As a counterpoint I love pdf support in the browser. People post pdf versions of most documents, papers, and presentations and viewing them in the browser makes the overall experience so much better! I actually have chrome as my default pdf viewer because it starts up faster than most other pdf viewers and I'm more used to it.


I've never understood why you even needed a browser plugin to do this. Why can't the browser just spawn a PDF viewer-app's COM server or equivalent, and then hand it a rendering context and send UI events back and forth—all without even knowing what exactly the filetype it's embedding is?

Which is to say, whatever happened to https://en.wikipedia.org/wiki/Object_Linking_and_Embedding ?


Turns out most programs aren't hardened enough to be exposed to random files from the internet.

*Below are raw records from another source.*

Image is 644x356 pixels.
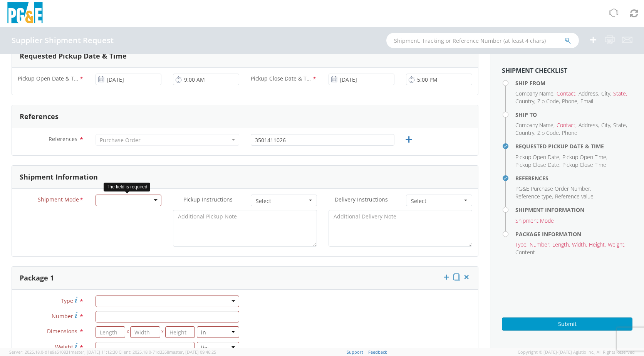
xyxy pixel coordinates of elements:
[125,326,130,338] span: X
[613,121,626,129] span: State
[529,240,550,248] li: ,
[251,75,312,83] span: Pickup Close Date & Time
[515,193,553,200] li: ,
[515,80,632,86] h4: Ship From
[515,240,526,248] span: Type
[100,137,141,144] div: Purchase Order
[130,326,160,338] input: Width
[515,240,528,248] li: ,
[184,196,233,203] span: Pickup Instructions
[578,121,599,129] li: ,
[515,207,632,212] h4: Shipment Information
[562,161,606,168] span: Pickup Close Time
[502,317,632,330] button: Submit
[515,129,535,137] li: ,
[251,194,317,206] button: Select
[515,161,559,168] span: Pickup Close Date
[529,240,549,248] span: Number
[515,248,535,256] span: Content
[537,97,559,104] span: Zip Code
[20,53,127,60] h3: Requested Pickup Date & Time
[515,217,554,224] span: Shipment Mode
[601,121,610,129] span: City
[608,240,625,248] li: ,
[515,97,534,104] span: Country
[562,97,577,104] span: Phone
[601,90,611,97] li: ,
[572,240,586,248] span: Width
[537,129,560,137] li: ,
[368,349,387,355] a: Feedback
[515,175,632,181] h4: References
[578,90,598,97] span: Address
[411,197,462,205] span: Select
[47,327,77,334] span: Dimensions
[556,121,577,129] li: ,
[386,33,579,48] input: Shipment, Tracking or Reference Number (at least 4 chars)
[256,197,307,205] span: Select
[71,349,118,355] span: master, [DATE] 11:12:30
[552,240,569,248] span: Length
[104,182,150,191] div: The field is required
[608,240,624,248] span: Weight
[20,113,59,121] h3: References
[515,143,632,149] h4: Requested Pickup Date & Time
[613,90,627,97] li: ,
[52,313,73,320] span: Number
[515,185,591,193] li: ,
[562,153,607,161] li: ,
[580,97,593,104] span: Email
[552,240,570,248] li: ,
[95,326,125,338] input: Length
[578,90,599,97] li: ,
[515,90,554,97] span: Company Name
[589,240,605,248] span: Height
[515,231,632,237] h4: Package Information
[9,349,118,355] span: Server: 2025.18.0-d1e9a510831
[515,153,560,161] li: ,
[55,343,73,350] span: Weight
[555,193,594,200] span: Reference value
[515,121,554,129] li: ,
[48,135,77,142] span: References
[556,121,575,129] span: Contact
[572,240,587,248] li: ,
[160,326,165,338] span: X
[515,161,560,169] li: ,
[118,349,216,355] span: Client: 2025.18.0-71d3358
[38,196,79,205] span: Shipment Mode
[515,97,535,105] li: ,
[502,67,567,75] strong: Shipment Checklist
[406,194,472,206] button: Select
[515,90,554,97] li: ,
[515,129,534,137] span: Country
[6,2,44,25] img: pge-logo-06675f144f4cfa6a6814.png
[562,153,606,160] span: Pickup Open Time
[613,121,627,129] li: ,
[601,121,611,129] li: ,
[589,240,605,248] li: ,
[517,349,634,355] span: Copyright © [DATE]-[DATE] Agistix Inc., All Rights Reserved
[20,274,54,282] h3: Package 1
[515,153,559,160] span: Pickup Open Date
[613,90,626,97] span: State
[562,129,577,137] span: Phone
[556,90,577,97] li: ,
[578,121,598,129] span: Address
[20,173,98,181] h3: Shipment Information
[251,134,395,146] input: 10 Digit PG&E PO Number
[334,196,388,203] span: Delivery Instructions
[515,121,554,129] span: Company Name
[556,90,575,97] span: Contact
[537,129,559,137] span: Zip Code
[515,111,632,118] h4: Ship To
[169,349,216,355] span: master, [DATE] 09:46:25
[61,297,73,304] span: Type
[18,75,79,83] span: Pickup Open Date & Time
[515,193,551,200] span: Reference type
[165,326,196,338] input: Height
[562,97,578,105] li: ,
[515,185,590,192] span: PG&E Purchase Order Number
[11,36,114,45] h4: Supplier Shipment Request
[347,349,363,355] a: Support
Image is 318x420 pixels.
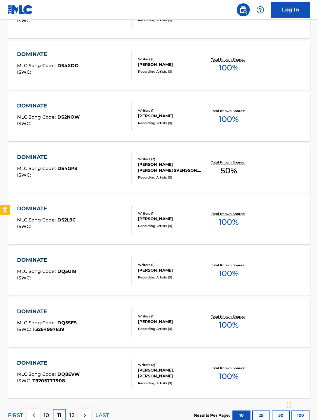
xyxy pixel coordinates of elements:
[138,267,203,273] div: [PERSON_NAME]
[211,57,246,62] p: Total Known Shares:
[138,57,203,62] div: Writers ( 1 )
[17,326,32,332] span: ISWC :
[8,143,310,192] a: DOMINATEMLC Song Code:DS4GP3ISWC:Writers (2)[PERSON_NAME] [PERSON_NAME] SVENSSON, [PERSON_NAME]Re...
[138,62,203,67] div: [PERSON_NAME]
[17,223,32,229] span: ISWC :
[17,371,57,377] span: MLC Song Code :
[17,268,57,274] span: MLC Song Code :
[256,6,264,14] img: help
[30,411,38,419] img: left
[57,114,80,120] span: DS2NOW
[211,160,246,165] p: Total Known Shares:
[95,411,109,419] p: LAST
[239,6,247,14] img: search
[138,211,203,216] div: Writers ( 1 )
[17,256,76,264] div: DOMINATE
[17,114,57,120] span: MLC Song Code :
[138,156,203,161] div: Writers ( 2 )
[138,262,203,267] div: Writers ( 1 )
[285,388,318,420] iframe: Chat Widget
[17,275,32,281] span: ISWC :
[287,395,291,414] div: Drag
[8,92,310,141] a: DOMINATEMLC Song Code:DS2NOWISWC:Writers (1)[PERSON_NAME]Recording Artists (0)Total Known Shares:...
[138,120,203,125] div: Recording Artists ( 0 )
[17,172,32,178] span: ISWC :
[8,5,33,14] img: MLC Logo
[218,113,238,125] span: 100 %
[57,411,61,419] p: 11
[8,195,310,244] a: DOMINATEMLC Song Code:DS2L9CISWC:Writers (1)[PERSON_NAME]Recording Artists (0)Total Known Shares:...
[8,298,310,347] a: DOMINATEMLC Song Code:DQ5SESISWC:T3264997839Writers (1)[PERSON_NAME]Recording Artists (0)Total Kn...
[17,165,57,171] span: MLC Song Code :
[138,161,203,173] div: [PERSON_NAME] [PERSON_NAME] SVENSSON, [PERSON_NAME]
[138,362,203,367] div: Writers ( 2 )
[138,18,203,23] div: Recording Artists ( 0 )
[8,411,23,419] p: FIRST
[138,113,203,119] div: [PERSON_NAME]
[8,246,310,295] a: DOMINATEMLC Song Code:DQ5UI8ISWC:Writers (1)[PERSON_NAME]Recording Artists (0)Total Known Shares:...
[57,217,76,223] span: DS2L9C
[270,2,310,18] a: Log In
[17,320,57,325] span: MLC Song Code :
[17,217,57,223] span: MLC Song Code :
[17,377,32,383] span: ISWC :
[17,63,57,68] span: MLC Song Code :
[236,3,249,16] a: Public Search
[211,108,246,113] p: Total Known Shares:
[138,367,203,379] div: [PERSON_NAME], [PERSON_NAME]
[138,175,203,180] div: Recording Artists ( 0 )
[138,326,203,331] div: Recording Artists ( 0 )
[220,165,237,176] span: 50 %
[138,108,203,113] div: Writers ( 1 )
[253,3,266,16] div: Help
[218,62,238,74] span: 100 %
[218,267,238,279] span: 100 %
[211,314,246,319] p: Total Known Shares:
[138,314,203,319] div: Writers ( 1 )
[57,63,79,68] span: DS4XDO
[32,377,65,383] span: T9205777908
[8,349,310,398] a: DOMINATEMLC Song Code:DQ8EVWISWC:T9205777908Writers (2)[PERSON_NAME], [PERSON_NAME]Recording Arti...
[211,211,246,216] p: Total Known Shares:
[218,319,238,331] span: 100 %
[8,41,310,90] a: DOMINATEMLC Song Code:DS4XDOISWC:Writers (1)[PERSON_NAME]Recording Artists (0)Total Known Shares:...
[57,371,80,377] span: DQ8EVW
[194,412,231,418] p: Results Per Page:
[57,268,76,274] span: DQ5UI8
[17,50,79,58] div: DOMINATE
[138,216,203,222] div: [PERSON_NAME]
[17,307,77,315] div: DOMINATE
[138,223,203,228] div: Recording Artists ( 0 )
[17,153,77,161] div: DOMINATE
[17,205,76,212] div: DOMINATE
[17,69,32,75] span: ISWC :
[57,165,77,171] span: DS4GP3
[218,370,238,382] span: 100 %
[17,18,32,24] span: ISWC :
[211,365,246,370] p: Total Known Shares:
[44,411,49,419] p: 10
[211,263,246,267] p: Total Known Shares:
[81,411,89,419] img: right
[138,380,203,385] div: Recording Artists ( 0 )
[138,275,203,280] div: Recording Artists ( 0 )
[17,120,32,126] span: ISWC :
[17,359,80,367] div: DOMINATE
[138,319,203,324] div: [PERSON_NAME]
[138,69,203,74] div: Recording Artists ( 0 )
[69,411,74,419] p: 12
[32,326,64,332] span: T3264997839
[218,216,238,228] span: 100 %
[17,102,80,110] div: DOMINATE
[57,320,77,325] span: DQ5SES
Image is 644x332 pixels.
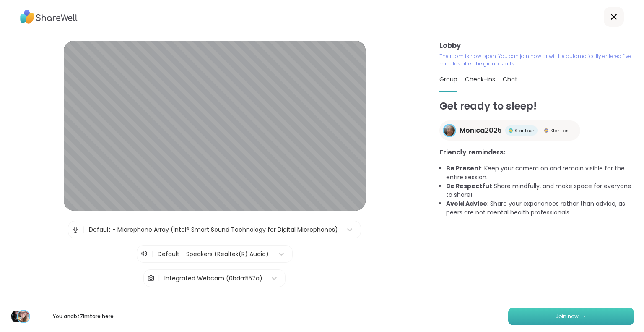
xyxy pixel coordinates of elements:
img: Laurie_Ru [11,311,23,322]
img: Star Peer [509,128,513,132]
li: : Keep your camera on and remain visible for the entire session. [446,164,634,182]
div: Default - Microphone Array (Intel® Smart Sound Technology for Digital Microphones) [89,225,338,234]
img: Microphone [71,222,79,238]
h1: Get ready to sleep! [439,99,634,114]
img: ShareWell Logo [20,7,78,26]
h3: Lobby [439,41,634,51]
h3: Friendly reminders: [439,147,634,157]
img: Monica2025 [444,125,455,136]
img: Camera [147,270,154,287]
p: You and bt7lmt are here. [37,313,131,321]
a: Monica2025Monica2025Star PeerStar PeerStar HostStar Host [439,120,580,140]
span: | [152,249,154,259]
button: Test speaker and microphone [168,294,262,312]
b: Avoid Advice [446,200,487,208]
span: | [158,270,161,287]
span: Group [439,75,458,84]
b: Be Present [446,164,482,172]
span: Monica2025 [460,125,502,136]
span: Star Peer [514,128,535,134]
span: Star Host [550,128,571,134]
img: ShareWell Logomark [582,314,588,319]
img: Star Host [544,128,549,132]
b: Be Respectful [446,182,491,190]
span: Check-ins [465,75,495,84]
button: Join now [508,307,634,325]
li: : Share mindfully, and make space for everyone to share! [446,182,634,200]
li: : Share your experiences rather than advice, as peers are not mental health professionals. [446,200,634,217]
p: The room is now open. You can join now or will be automatically entered five minutes after the gr... [439,52,634,68]
span: Join now [556,313,579,321]
img: bt7lmt [18,311,29,322]
span: Chat [503,75,518,84]
div: Integrated Webcam (0bda:557a) [164,274,263,283]
span: Test speaker and microphone [171,298,258,306]
span: | [83,222,85,238]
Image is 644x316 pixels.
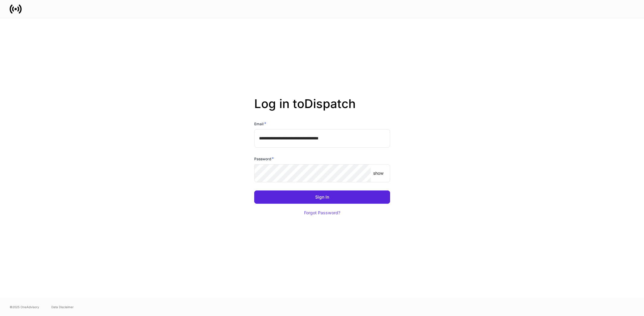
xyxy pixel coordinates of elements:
[315,195,329,199] div: Sign In
[10,305,39,309] span: © 2025 OneAdvisory
[304,211,340,215] div: Forgot Password?
[297,206,348,220] button: Forgot Password?
[254,96,390,121] h2: Log in to Dispatch
[51,305,74,309] a: Data Disclaimer
[373,170,383,176] p: show
[254,156,274,162] h6: Password
[254,121,266,127] h6: Email
[254,191,390,204] button: Sign In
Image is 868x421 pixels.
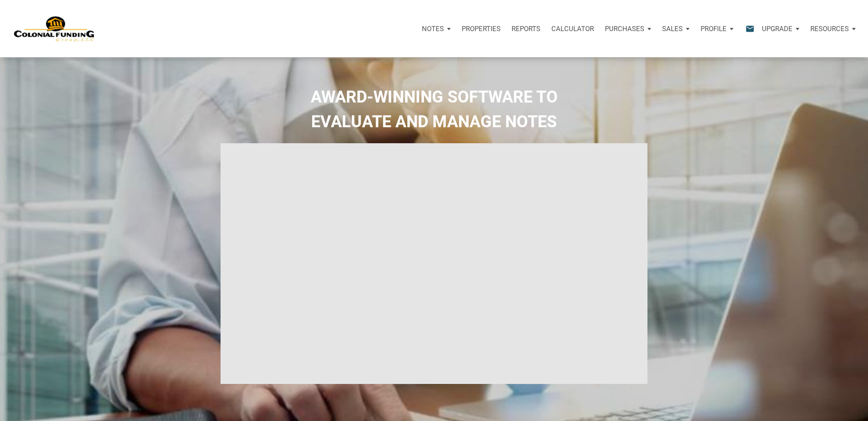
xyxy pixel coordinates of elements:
p: Profile [700,25,726,33]
button: Upgrade [756,15,805,43]
p: Notes [422,25,444,33]
button: Reports [506,15,546,43]
p: Reports [511,25,540,33]
button: Profile [695,15,739,43]
p: Resources [810,25,849,33]
button: Sales [656,15,695,43]
p: Calculator [551,25,594,33]
i: email [744,23,756,34]
button: Resources [805,15,861,43]
p: Sales [662,25,683,33]
button: Purchases [599,15,656,43]
button: Notes [416,15,456,43]
p: Upgrade [762,25,792,33]
p: Purchases [605,25,644,33]
p: Properties [461,25,500,33]
h2: AWARD-WINNING SOFTWARE TO EVALUATE AND MANAGE NOTES [7,85,861,134]
a: Calculator [546,15,599,43]
a: Properties [456,15,506,43]
iframe: NoteUnlimited [221,144,648,384]
button: email [739,15,756,43]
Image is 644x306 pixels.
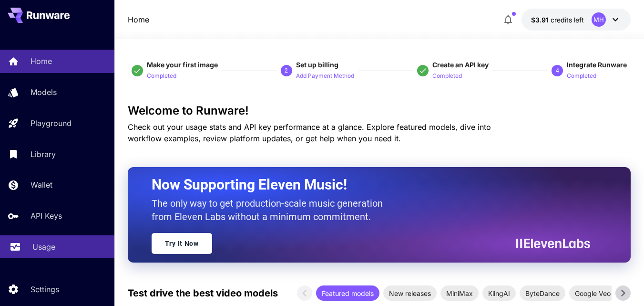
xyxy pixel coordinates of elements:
[30,210,62,221] p: API Keys
[128,122,491,143] span: Check out your usage stats and API key performance at a glance. Explore featured models, dive int...
[520,285,565,301] div: ByteDance
[30,149,56,160] p: Library
[440,285,479,301] div: MiniMax
[128,286,278,300] p: Test drive the best video models
[531,16,551,24] span: $3.91
[433,71,462,81] p: Completed
[151,233,212,254] a: Try It Now
[383,288,437,298] span: New releases
[30,179,53,190] p: Wallet
[433,61,489,69] span: Create an API key
[128,14,149,25] nav: breadcrumb
[147,70,176,81] button: Completed
[151,176,583,194] h2: Now Supporting Eleven Music!
[567,70,596,81] button: Completed
[285,66,288,75] p: 2
[30,87,57,98] p: Models
[128,104,631,118] h3: Welcome to Runware!
[30,118,71,129] p: Playground
[433,70,462,81] button: Completed
[551,16,584,24] span: credits left
[296,61,339,69] span: Set up billing
[482,288,516,298] span: KlingAI
[567,71,596,81] p: Completed
[30,56,52,67] p: Home
[520,288,565,298] span: ByteDance
[147,61,218,69] span: Make your first image
[296,71,354,81] p: Add Payment Method
[128,14,149,25] a: Home
[522,8,631,31] button: $3.9051MH
[440,288,479,298] span: MiniMax
[296,70,354,81] button: Add Payment Method
[592,12,606,27] div: MH
[556,66,559,75] p: 4
[32,241,56,252] p: Usage
[567,61,627,69] span: Integrate Runware
[569,285,616,301] div: Google Veo
[316,288,380,298] span: Featured models
[383,285,437,301] div: New releases
[569,288,616,298] span: Google Veo
[147,71,176,81] p: Completed
[531,15,584,25] div: $3.9051
[151,197,390,223] p: The only way to get production-scale music generation from Eleven Labs without a minimum commitment.
[482,285,516,301] div: KlingAI
[30,283,59,295] p: Settings
[316,285,380,301] div: Featured models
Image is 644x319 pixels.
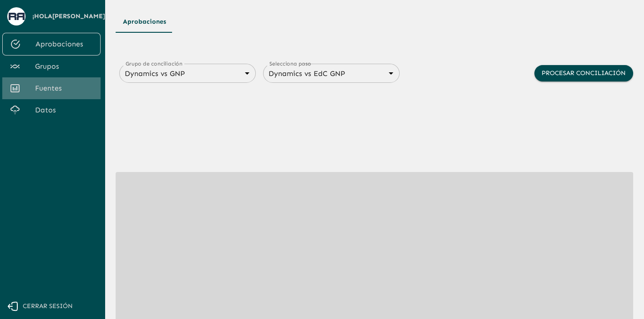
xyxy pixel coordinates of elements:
img: avatar [9,13,25,20]
span: Datos [35,105,93,116]
span: Aprobaciones [35,38,93,49]
span: ¡Hola [PERSON_NAME] ! [32,11,107,23]
a: Aprobaciones [2,32,100,56]
button: Procesar conciliación [534,65,632,81]
button: Aprobaciones [116,11,174,32]
a: Fuentes [2,78,100,99]
div: Dynamics vs EdC GNP [263,67,400,80]
span: Cerrar sesión [23,300,73,312]
a: Datos [2,99,100,121]
div: Tipos de Movimientos [116,11,632,32]
span: Fuentes [35,82,93,93]
a: Grupos [2,56,100,78]
div: Dynamics vs GNP [119,67,255,80]
span: Grupos [35,61,93,72]
label: Selecciona paso [269,60,311,68]
label: Grupo de conciliación [126,60,183,68]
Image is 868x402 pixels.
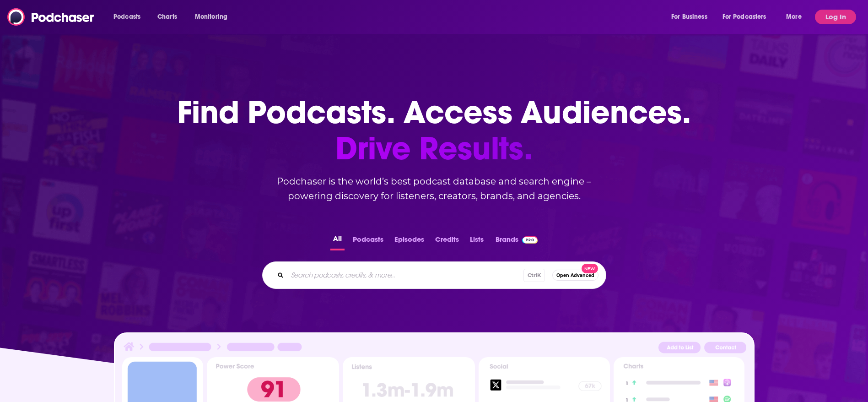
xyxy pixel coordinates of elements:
button: open menu [780,10,813,24]
span: Open Advanced [556,273,595,278]
button: open menu [188,10,239,24]
button: open menu [665,10,719,24]
span: Charts [157,10,177,23]
button: Episodes [392,233,427,250]
button: Open AdvancedNew [552,269,599,280]
button: Podcasts [350,233,386,250]
button: Lists [467,233,486,250]
input: Search podcasts, credits, & more... [287,268,524,282]
span: For Business [671,10,707,23]
span: Ctrl K [524,269,545,282]
a: BrandsPodchaser Pro [496,233,538,250]
img: Podcast Insights Header [122,340,746,356]
button: Log In [815,10,856,24]
span: Monitoring [195,10,227,23]
h1: Find Podcasts. Access Audiences. [177,95,691,167]
a: Charts [152,10,182,24]
img: Podchaser - Follow, Share and Rate Podcasts [7,8,95,26]
span: Drive Results. [177,131,691,167]
span: For Podcasters [722,10,767,23]
span: New [582,263,598,273]
button: open menu [716,10,780,24]
h2: Podchaser is the world’s best podcast database and search engine – powering discovery for listene... [251,174,617,203]
button: All [331,233,345,250]
button: open menu [107,10,152,24]
button: Credits [433,233,462,250]
div: Search podcasts, credits, & more... [262,261,606,288]
img: Podchaser Pro [522,236,538,244]
span: Podcasts [114,10,141,23]
span: More [786,10,802,23]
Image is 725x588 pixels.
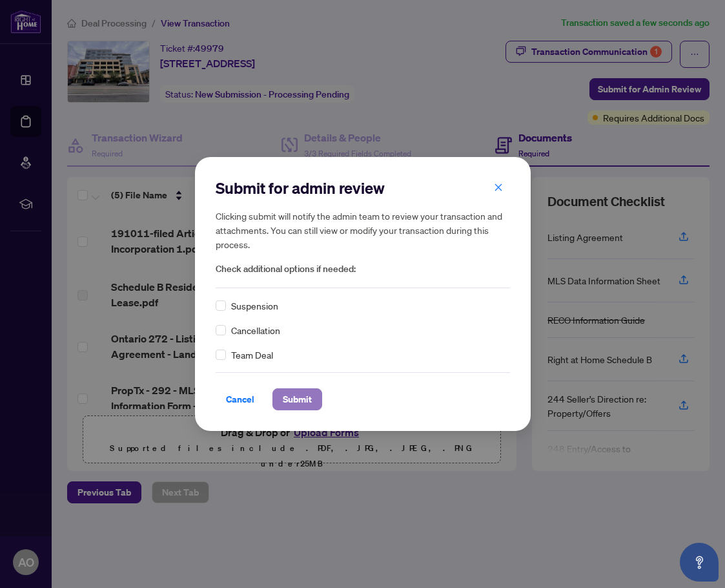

How many PDFs don't qualify as "random files from the Internet" ?


The ones you create yourself, I guess. ;-)


No, it can't be done easily. ActiveX is basically COM+ with some extra interfaces, and it's a total disaster.

Mozilla had XPCOM many years ago, and they killed it.

So no, it can't be done. Certainly not safely.


I think you just described ActiveX.


Or better yet, leave window management to window managers.

I don't really have a preference one way or another between PDFs opening in evince or PDF.js.


Agreed. Before PDF.js I was mostly avoiding opening any pdf links because that meant a slow Adobe Reader opening.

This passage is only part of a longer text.